Since then, smoking has become increasingly marginalised as a lifestyle choice in Scotland. Last month, the Scottish Government announced it wanted to keep up the pressure by setting a target of reducing the number of smokers from the current 23% of the population to less than 5% by 2034, at which point Scotland would be designated as tobacco-free.
So the ban that comes into force today on cigarette vending machines and the open display of tobacco products in large shops is timely and welcome. It is paradoxical that vending machines should have survived for so long in a climate of increased anxiety about underage smoking. As for hiding cigarettes from customers' view, that can only help former smokers avoid temptation, not to mention hasten the end of a decades-long culture in Scotland in which buying cigarettes was as normal as buying bread or coffee.

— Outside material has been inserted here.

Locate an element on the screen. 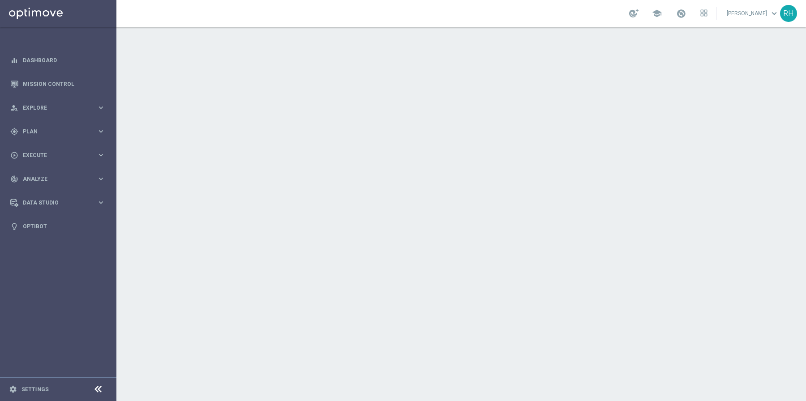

Tobacco companies oppose the change, naturally, just as they oppose the introduction of standardised packaging for tobacco products, but both are essential. Just because cigarettes are no longer to be on display – and they will have to be hidden from view in smaller shops as well as large ones within two years – the cachet attached to certain brands of cigarettes will not diminish until the packaging, and indeed the design of cigarettes themselves, is completely standardised.
Young women in particular have been ruthlessly targeted by cigarette companies. Certain brands use boxes blatantly designed to look like perfume packaging, complete with floral imagery. It may not matter much that cigarettes are banned from display in stores if teenagers still get a kick out of showing off their glitzy fag packets to their friends as if they were designer logos. Plain cigarette and package design will help sever the link in young women's minds between smoking and glamour. The Scottish Government has pledged to support standardised packaging and legislation cannot come soon enough.
Meanwhile, Liberal Democrat MP Jim Hume's proposed Member's Bill on banning smoking in cars carrying children is also worthy of serious consideration. Passive smoking in children can have long-term health effects and, as children typically have no say in whether others smoke around them, there are strong grounds for such a ban. Like all types of driving offence, it might prove difficult to enforce in each and every instance, but that is no reason to reject the proposal. The once-unimaginable prospect of a tobacco-free Scotland could actually be achievable if politicians can now stay the course.